May 01 2006
Hardware

Padlock Your PDA

Keep remote access to your company's data safe and secure.

Personal digital assistants, or PDAs, have been around for a long time. Over the years, the rise of the Palm, Windows CE — renamed Windows Mobile — various forms of “smart” cellphones, plus the proliferation of wireless connections — Wi-Fi, Bluetooth or the various broadband offerings of the cellular wireless carriers — have given PDAs the ability to be useful mobile nodes on your company’s network, offering significant productivity gains but carrying comparable security risks.

 

At Wayne Automatic Fire Sprinklers, one of the largest fire protection companies in Florida, we use third-party software that allows our Service Department to update service tickets directly in our dispatch and accounting systems.
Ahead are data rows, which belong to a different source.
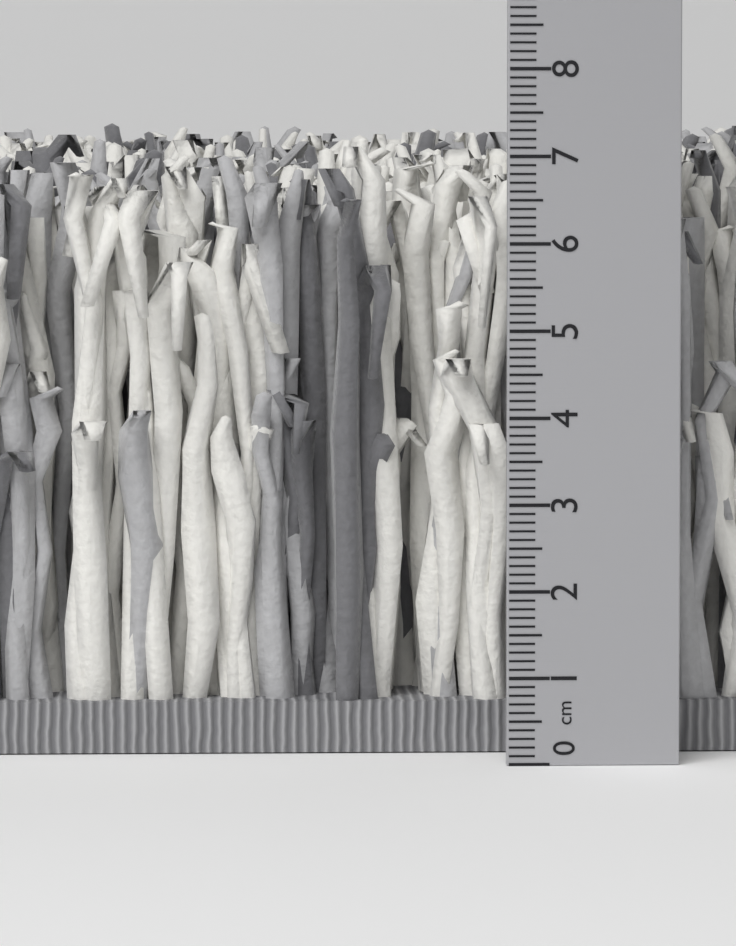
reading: 7.3 cm
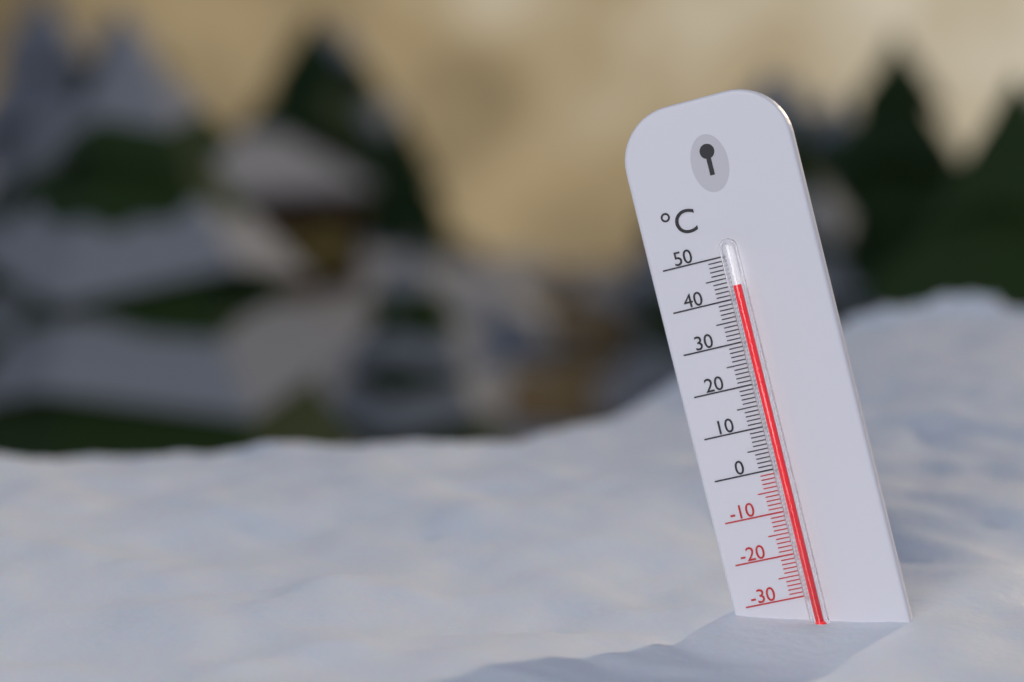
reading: 43 °C
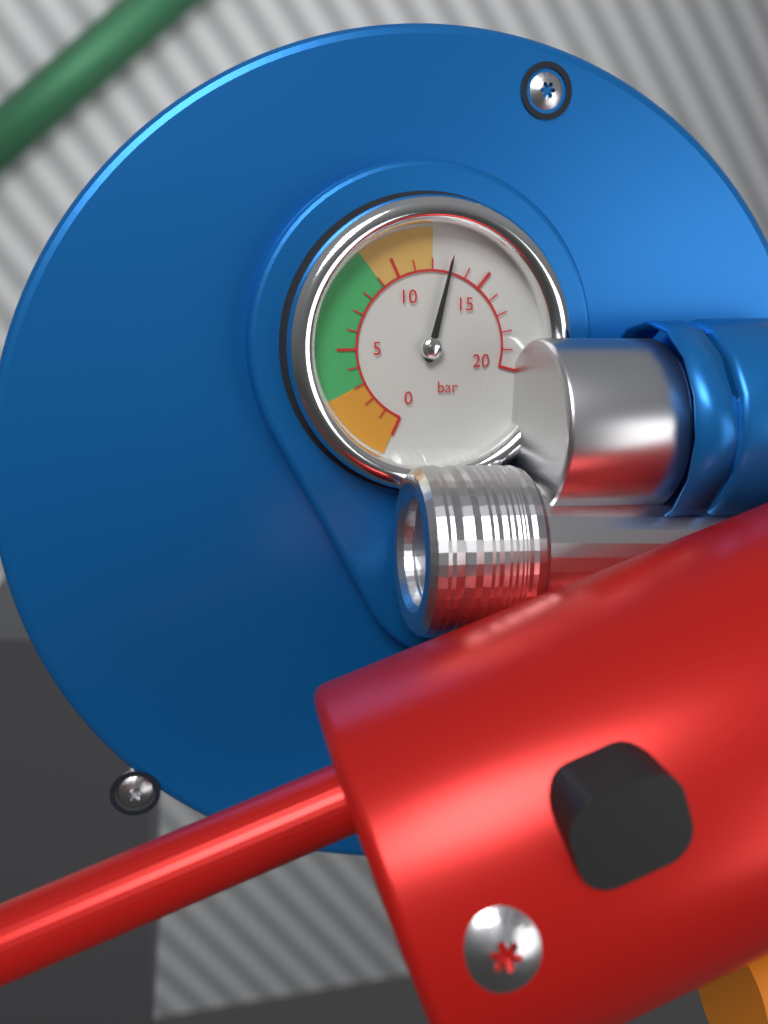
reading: 13 bar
We’ve seen a boost in revenues and profits in the departments using the remote-access application. Things don’t slip through the cracks as easily, when service technicians can charge the customer for parts and equipment on the spot, as they are taken from stock on the service truck.

Such widespread remote access to our company data is not without risks. But there are relatively simple ways to secure the point of connection and keep company data and networks safe. For starters, make sure that virus protection programs and spyware detectors are installed and up-to-date, along with the latest security patches to all operating systems and applications. In our case, PDAs connect to company data through Microsoft’s Internet Information Services (IIS) running on a Web server behind the firewall. When we need to allow the PDAs and remote PCs a more direct connection to the data, we pass the connection through a VPN with encryption.

Companies using IIS should make sure to use the latest version. Until recently, the default installation enabled all sorts of options that can pose security risks. Now Microsoft ships IIS with most options disabled by default.

Disable the default Web site on IIS and store your Web site in a different location than the default. Make sure to use both network security as well as share and Active Directory security functions. Where appropriate, create roles and assign individual users to those roles. That way, when an employee leaves the company, or loses a PDA, the permissions don’t have to be completely rebuilt.

Make sure that the ODBC (Open Database Connectivity) data connections use strong passwords and run the IIS services and data access with service-level accounts, not a domain administrator account.

These are the minimum steps companies should take to secure their networks and data, while still making remote PDA access practical for the users who need it. There are more stringent approaches to consider. Yet there is a trade-off between tight security and ease of use. The goal of security measures is to minimize risks, so companies should carefully weigh the risks of a breach against the productivity gained by deploying PDAs for remote access.

And don’t forget to make and test your backups. I also recommend having at least one spare PDA on hand, in case it’s the CEO who leaves his or hers in a taxicab.

Ed Leffler is the director of technology at Wayne Automatic Fire Sprinklers Inc., a safety and fire protection company in Orlando, Fla.